Commentary

Is VC cooked? Axios calls DeepSeek an 'extinction level event' for venture capital

Jan 27, 2025

Key Points

  • DeepSeek's open-source model threatens venture capital's bet that proprietary foundation models would dominate before cheaper alternatives emerged, with Axios arguing the shift could be an 'extinction level event' for firms that deployed unprecedented capital on that thesis.
  • Y Combinator CEO Garry Tan counters that cheaper models accelerate startup formation rather than kill venture, pointing to vertical SaaS companies reaching $10 million ARR with under 10 people as proof the market expands downmarket.
  • Investors are concerned but not panicking, though deal closures may slow as the venture case tilts from foundation model winners toward infrastructure and applications in a more competitive, lower-margin landscape.

Summary

DeepSeek's Open-Source Model Threatens VC's Foundation Model Thesis

Dan Primack's Axios piece argues that DeepSeek could be "an extinction level event for venture capital firms," particularly those betting heavily on proprietary foundation models. The claim, while incendiary, rests on a narrow but real tension: venture firms have deployed unprecedented capital on the assumption that foundation model companies would achieve distribution and defensibility before open-source competitors caught up. DeepSeek, by releasing a capable model as free, open-source software developed by a Chinese hedge fund, may have broken that timeline.

The thesis under pressure

The Davos consensus entering this week was that the US held a structural lead in AI—chip access, compute scale, regulatory clarity—with the primary risk being whether enough infrastructure could be built in time. DeepSeek shifts that framing. If the model genuinely achieved competitive performance on smaller budgets and fewer chips than OpenAI, and if it remains open-source, the venture case for betting on a closed foundation model company weakens significantly. Primack frames the problem as one of misdirected capital: the "quantums of capital are just so much more than anything VC has ever before dispersed based on what might be suddenly a stale thesis."

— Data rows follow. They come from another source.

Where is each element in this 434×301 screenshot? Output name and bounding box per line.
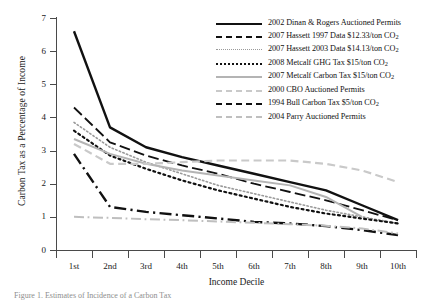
- x-axis-title: Income Decile: [56, 277, 417, 287]
- x-axis-tick-label: 5th: [198, 261, 238, 271]
- x-axis-tick: [164, 251, 165, 258]
- legend-item-label: 2007 Metcalf Carbon Tax $15/ton CO2: [268, 71, 394, 81]
- legend-swatch-long-dash-black: [216, 30, 262, 42]
- legend-label-subscript: 2: [391, 73, 394, 80]
- x-axis-tick: [92, 251, 93, 258]
- x-axis-tick: [416, 251, 417, 258]
- legend-swatch-dashed-light-gray: [216, 84, 262, 96]
- y-axis-tick-label: 3: [26, 146, 46, 155]
- legend-item[interactable]: 2004 Parry Auctioned Permits: [216, 110, 434, 123]
- legend-item-label: 2004 Parry Auctioned Permits: [268, 112, 366, 121]
- legend-item[interactable]: 2007 Hassett 2003 Data $14.13/ton CO2: [216, 43, 434, 56]
- legend-swatch-solid-gray: [216, 70, 262, 82]
- x-axis-tick-label: 10th: [378, 261, 418, 271]
- series-line: [74, 144, 398, 182]
- x-axis-tick-label: 1st: [54, 261, 94, 271]
- legend-item-label: 2008 Metcalf GHG Tax $15/ton CO2: [268, 58, 388, 68]
- y-axis-tick-label: 5: [26, 80, 46, 89]
- legend-item[interactable]: 2007 Hassett 1997 Data $12.33/ton CO2: [216, 29, 434, 42]
- legend-item[interactable]: 2008 Metcalf GHG Tax $15/ton CO2: [216, 56, 434, 69]
- legend-label-subscript: 2: [376, 100, 379, 107]
- figure-container: Carbon Tax as a Percentage of Income 765…: [0, 0, 434, 301]
- y-axis-tick-label: 1: [26, 212, 46, 221]
- y-axis-tick-label: 4: [26, 113, 46, 122]
- x-axis-tick: [236, 251, 237, 258]
- x-axis-tick-label: 8th: [306, 261, 346, 271]
- figure-caption: Figure 1. Estimates of Incidence of a Ca…: [14, 291, 424, 301]
- legend-swatch-solid-black: [216, 17, 262, 29]
- legend-item[interactable]: 2002 Dinan & Rogers Auctioned Permits: [216, 16, 434, 29]
- legend-item-label: 2000 CBO Auctioned Permits: [268, 85, 365, 94]
- legend-label-subscript: 2: [395, 46, 398, 53]
- y-axis-tick-label: 0: [26, 246, 46, 255]
- y-axis-tick-label: 7: [26, 14, 46, 23]
- x-axis-tick: [272, 251, 273, 258]
- x-axis-tick: [308, 251, 309, 258]
- legend-item-label: 2007 Hassett 1997 Data $12.33/ton CO2: [268, 31, 399, 41]
- legend-swatch-dash-dot-black: [216, 97, 262, 109]
- x-axis-tick-label: 6th: [234, 261, 274, 271]
- x-axis-tick: [56, 251, 57, 258]
- x-axis-tick: [380, 251, 381, 258]
- legend-item[interactable]: 1994 Bull Carbon Tax $5/ton CO2: [216, 96, 434, 109]
- legend-swatch-dotted-black: [216, 57, 262, 69]
- x-axis-tick-label: 7th: [270, 261, 310, 271]
- legend-item[interactable]: 2000 CBO Auctioned Permits: [216, 83, 434, 96]
- x-axis-tick-label: 9th: [342, 261, 382, 271]
- legend-label-subscript: 2: [385, 60, 388, 67]
- x-axis-tick: [200, 251, 201, 258]
- legend-item-label: 2002 Dinan & Rogers Auctioned Permits: [268, 18, 401, 27]
- x-axis-tick: [344, 251, 345, 258]
- legend-label-subscript: 2: [395, 33, 398, 40]
- y-axis-tick-label: 6: [26, 47, 46, 56]
- x-axis-tick-label: 3rd: [126, 261, 166, 271]
- legend-item[interactable]: 2007 Metcalf Carbon Tax $15/ton CO2: [216, 70, 434, 83]
- chart-legend: 2002 Dinan & Rogers Auctioned Permits200…: [216, 16, 434, 123]
- legend-item-label: 1994 Bull Carbon Tax $5/ton CO2: [268, 98, 379, 108]
- y-axis-tick-label: 2: [26, 179, 46, 188]
- x-axis-tick: [128, 251, 129, 258]
- legend-swatch-dotted-gray: [216, 43, 262, 55]
- legend-swatch-dash-dot-light-gray: [216, 110, 262, 122]
- x-axis-tick-label: 2nd: [90, 261, 130, 271]
- x-axis-tick-label: 4th: [162, 261, 202, 271]
- legend-item-label: 2007 Hassett 2003 Data $14.13/ton CO2: [268, 44, 399, 54]
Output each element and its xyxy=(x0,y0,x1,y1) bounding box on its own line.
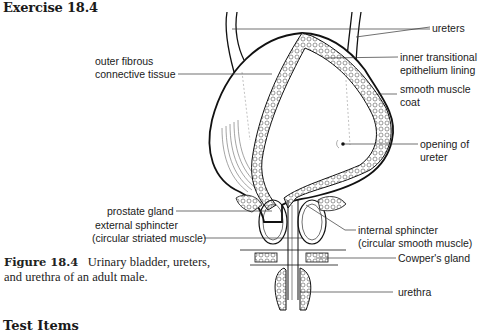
label-ureters: ureters xyxy=(432,22,465,35)
label-external-sphincter-1: external sphincter xyxy=(95,219,178,232)
figure-number: Figure 18.4 xyxy=(4,255,78,269)
label-inner-transitional-1: inner transitional xyxy=(400,51,477,64)
test-items-heading: Test Items xyxy=(3,318,79,333)
figure-caption: Figure 18.4 Urinary bladder, ureters, an… xyxy=(4,255,210,285)
label-cowpers-gland: Cowper's gland xyxy=(398,252,470,265)
label-smooth-muscle-2: coat xyxy=(400,96,420,109)
label-inner-transitional-2: epithelium lining xyxy=(400,64,475,77)
label-outer-fibrous-1: outer fibrous xyxy=(95,55,153,68)
label-opening-1: opening of xyxy=(420,138,469,151)
label-internal-sphincter-1: internal sphincter xyxy=(358,224,438,237)
label-smooth-muscle-1: smooth muscle xyxy=(400,83,471,96)
caption-line-1: Urinary bladder, ureters, xyxy=(88,255,210,269)
label-urethra: urethra xyxy=(398,286,431,299)
label-outer-fibrous-2: connective tissue xyxy=(95,68,176,81)
caption-line-2: and urethra of an adult male. xyxy=(4,270,148,284)
label-internal-sphincter-2: (circular smooth muscle) xyxy=(358,237,472,250)
label-opening-2: ureter xyxy=(420,151,447,164)
label-external-sphincter-2: (circular striated muscle) xyxy=(92,232,206,245)
cowpers-region xyxy=(240,250,346,265)
label-prostate: prostate gland xyxy=(107,205,174,218)
urethra-bulb xyxy=(275,268,311,310)
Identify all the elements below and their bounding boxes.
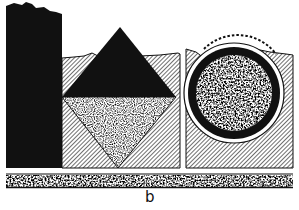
figure: b — [0, 0, 299, 210]
diamond-panel — [60, 27, 180, 170]
diagram-drawing — [0, 0, 299, 210]
solid-column — [6, 2, 62, 168]
circle-panel — [184, 35, 293, 168]
figure-label: b — [145, 190, 155, 205]
base-strip — [6, 174, 293, 188]
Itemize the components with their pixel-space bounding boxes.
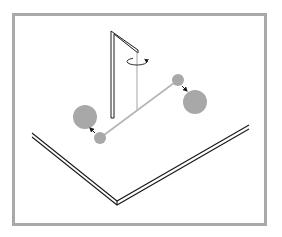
support-post xyxy=(111,31,114,118)
small-sphere-right xyxy=(172,74,184,86)
large-sphere-left xyxy=(73,105,97,129)
table-surface xyxy=(32,125,249,205)
balance-rod xyxy=(100,80,178,138)
diagram-svg xyxy=(0,0,282,237)
torsion-balance-diagram xyxy=(0,0,282,237)
attraction-arrow-right-icon xyxy=(182,86,186,90)
small-sphere-left xyxy=(94,132,106,144)
support-arm xyxy=(111,31,138,53)
large-sphere-right xyxy=(183,90,207,114)
frame-border xyxy=(14,15,266,225)
attraction-arrow-left-icon xyxy=(91,129,95,133)
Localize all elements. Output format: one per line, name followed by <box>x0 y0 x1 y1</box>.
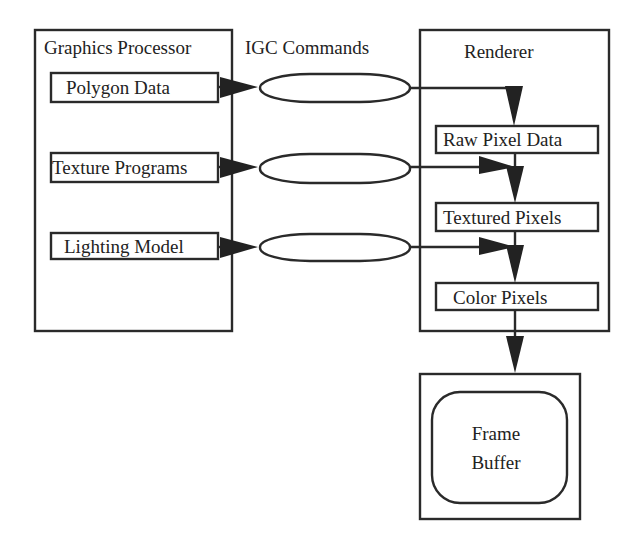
frame-buffer-group: Frame Buffer <box>420 374 580 519</box>
igc-commands-group: IGC Commands <box>218 37 410 261</box>
frame-buffer-inner-box <box>432 392 567 503</box>
lighting-model-label: Lighting Model <box>64 236 184 257</box>
arrow-right-icon <box>220 77 258 98</box>
diagram-canvas: Graphics Processor Polygon Data Texture … <box>0 0 643 555</box>
textured-pixels-label: Textured Pixels <box>443 207 561 228</box>
igc-channel-1 <box>260 74 410 102</box>
graphics-processor-group: Graphics Processor Polygon Data Texture … <box>35 30 232 331</box>
texture-programs-label: Texture Programs <box>52 157 187 178</box>
frame-buffer-label-line2: Buffer <box>471 452 521 473</box>
frame-buffer-label-line1: Frame <box>472 423 521 444</box>
polygon-data-label: Polygon Data <box>66 77 171 98</box>
igc-commands-title: IGC Commands <box>245 37 369 58</box>
graphics-processor-title: Graphics Processor <box>44 37 192 58</box>
igc-channel-3 <box>260 234 410 261</box>
raw-pixel-data-label: Raw Pixel Data <box>443 129 563 150</box>
arrow-right-icon <box>220 157 258 178</box>
renderer-title: Renderer <box>464 41 534 62</box>
color-pixels-label: Color Pixels <box>453 287 547 308</box>
igc-channel-2 <box>260 154 410 183</box>
arrow-right-icon <box>220 237 258 258</box>
arrow-down-icon <box>506 336 524 373</box>
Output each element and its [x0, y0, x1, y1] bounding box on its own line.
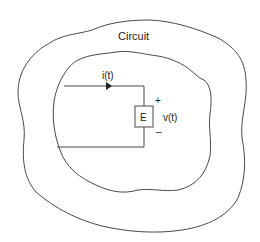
circuit-diagram: Circuit i(t) E + – v(t) — [0, 0, 260, 242]
source-label: E — [140, 112, 147, 123]
current-arrow-icon — [106, 82, 112, 90]
bottom-wire — [57, 127, 144, 147]
voltage-label: v(t) — [163, 112, 177, 123]
top-wire — [64, 86, 144, 106]
minus-sign: – — [156, 126, 162, 137]
circuit-title: Circuit — [118, 30, 149, 42]
current-label: i(t) — [102, 70, 114, 81]
plus-sign: + — [155, 95, 161, 106]
inner-boundary — [53, 51, 211, 192]
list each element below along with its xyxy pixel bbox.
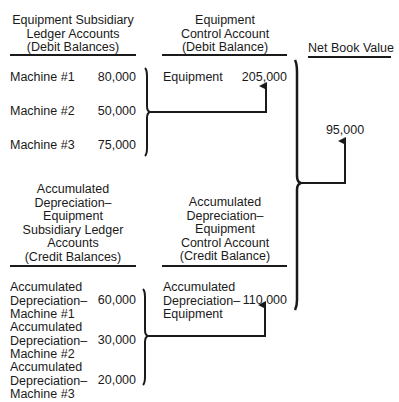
label-line: Depreciation– — [10, 295, 87, 309]
label-line: Accumulated — [10, 281, 87, 295]
header-underline — [10, 265, 136, 267]
header-line: Subsidiary Ledger — [5, 224, 141, 238]
equipment-control-header: Equipment Control Account (Debit Balance… — [160, 14, 290, 55]
header-line: Control Account — [160, 237, 290, 251]
control-value: 110,000 — [230, 294, 287, 308]
header-line: Equipment — [160, 14, 290, 28]
label-line: Accumulated — [10, 361, 87, 375]
header-line: Depreciation– — [160, 210, 290, 224]
header-line: Accounts — [5, 237, 141, 251]
row-label: Machine #3 — [10, 139, 75, 153]
label-line: Machine #3 — [10, 388, 87, 402]
label-line: Depreciation– — [163, 295, 240, 309]
header-underline — [308, 56, 391, 58]
row-value: 20,000 — [80, 374, 136, 388]
label-line: Accumulated — [163, 281, 240, 295]
label-line: Depreciation– — [10, 375, 87, 389]
label-line: Accumulated — [10, 321, 87, 335]
accum-dep-subsidiary-header: Accumulated Depreciation– Equipment Subs… — [5, 183, 141, 264]
row-label: Accumulated Depreciation– Machine #1 — [10, 281, 87, 322]
header-underline — [162, 265, 287, 267]
header-line: (Debit Balances) — [5, 41, 141, 55]
header-line: Accumulated — [5, 183, 141, 197]
header-line: Equipment — [160, 223, 290, 237]
control-value: 205,000 — [230, 71, 287, 85]
row-value: 75,000 — [80, 139, 136, 153]
equipment-subsidiary-header: Equipment Subsidiary Ledger Accounts (De… — [5, 14, 141, 55]
row-label: Accumulated Depreciation– Machine #2 — [10, 321, 87, 362]
control-label: Equipment — [163, 71, 223, 85]
header-line: Equipment — [5, 210, 141, 224]
control-label: Accumulated Depreciation– Equipment — [163, 281, 240, 322]
row-label: Accumulated Depreciation– Machine #3 — [10, 361, 87, 402]
header-underline — [10, 54, 136, 56]
header-line: Ledger Accounts — [5, 28, 141, 42]
header-line: Control Account — [160, 28, 290, 42]
header-line: Accumulated — [160, 196, 290, 210]
header-underline — [162, 54, 287, 56]
row-value: 50,000 — [80, 105, 136, 119]
header-line: (Credit Balance) — [160, 250, 290, 264]
header-line: Equipment Subsidiary — [5, 14, 141, 28]
accum-dep-control-header: Accumulated Depreciation– Equipment Cont… — [160, 196, 290, 264]
header-line: (Debit Balance) — [160, 41, 290, 55]
row-label: Machine #1 — [10, 71, 75, 85]
row-value: 60,000 — [80, 294, 136, 308]
header-line: Depreciation– — [5, 197, 141, 211]
header-line: (Credit Balances) — [5, 251, 141, 265]
label-line: Depreciation– — [10, 335, 87, 349]
label-line: Equipment — [163, 308, 240, 322]
row-label: Machine #2 — [10, 105, 75, 119]
row-value: 30,000 — [80, 334, 136, 348]
brace-net-book-value — [295, 60, 345, 310]
row-value: 80,000 — [80, 71, 136, 85]
net-book-value-header: Net Book Value — [308, 42, 394, 56]
net-book-value-amount: 95,000 — [320, 124, 370, 138]
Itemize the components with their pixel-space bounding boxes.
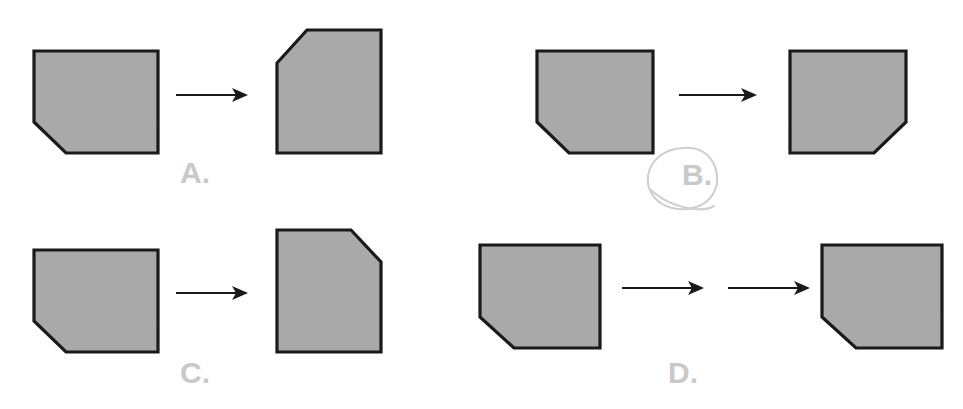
option-b-arrow <box>679 88 757 102</box>
option-a-label: A. <box>180 158 210 188</box>
option-d-arrow-first <box>622 281 704 295</box>
option-d-input-shape <box>480 245 600 348</box>
option-c-output-shape <box>277 230 381 352</box>
option-b-panel[interactable]: B. <box>481 0 963 205</box>
option-d-graphic <box>481 205 963 409</box>
option-d-panel[interactable]: D. <box>481 205 963 409</box>
option-c-arrow <box>176 286 248 300</box>
option-c-panel[interactable]: C. <box>0 205 481 409</box>
option-a-output-shape <box>277 30 381 153</box>
option-d-output-shape <box>822 245 942 348</box>
option-c-label: C. <box>180 358 210 388</box>
option-d-label: D. <box>668 358 698 388</box>
option-b-label: B. <box>682 160 712 190</box>
option-a-arrow <box>176 88 248 102</box>
option-a-input-shape <box>34 51 158 153</box>
option-b-graphic <box>481 0 963 205</box>
figure-canvas: A. B. C. <box>0 0 963 409</box>
option-c-graphic <box>0 205 481 409</box>
option-b-input-shape <box>537 51 653 153</box>
option-a-panel[interactable]: A. <box>0 0 481 205</box>
option-d-arrow-second <box>728 281 810 295</box>
option-a-graphic <box>0 0 481 205</box>
option-c-input-shape <box>34 250 158 352</box>
option-b-output-shape <box>790 51 906 153</box>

That math is real. A16Z's Stargate consortium is committing $500 billion in CapEx toward data center buildout. If the scaling laws that justified those commitments no longer hold—if you can train competitive models more cheaply—those bets look speculative rather than inevitable.

The pushback from Tan

Y Combinator CEO Garry Tan counters that the environment is not collapsing but expanding. He points to vertical SaaS companies reaching $10 million annual recurring revenue with fewer than 10 people, suggesting that cheaper, open-source models accelerate the long tail of startup formation rather than kill venture. His framing is optimistic: "a thousand flowers will bloom." More startups, more distribution plays, more opportunities for venture to own customer relationships even if foundation models become commoditized.

Investors interviewed for the Axios piece are "not panicking, but clearly concerned," particularly that they were caught off-guard. Primack notes: "Don't be surprised if some deals in process get paused."

What remains uncertain

The segment does not resolve whether DeepSeek's cost claims are real or whether the model truly rivals OpenAI's capabilities across the board. If export controls or geopolitical friction prevent US companies from using the model, or if it turns out to require similar capital despite appearances, the VC thesis survives. If, conversely, the model is genuinely cheaper and capable, the venture case tilts toward infrastructure, applications, and services—a more competitive, lower-margin landscape than the foundation model winner-take-all narrative that drew capital in the first place.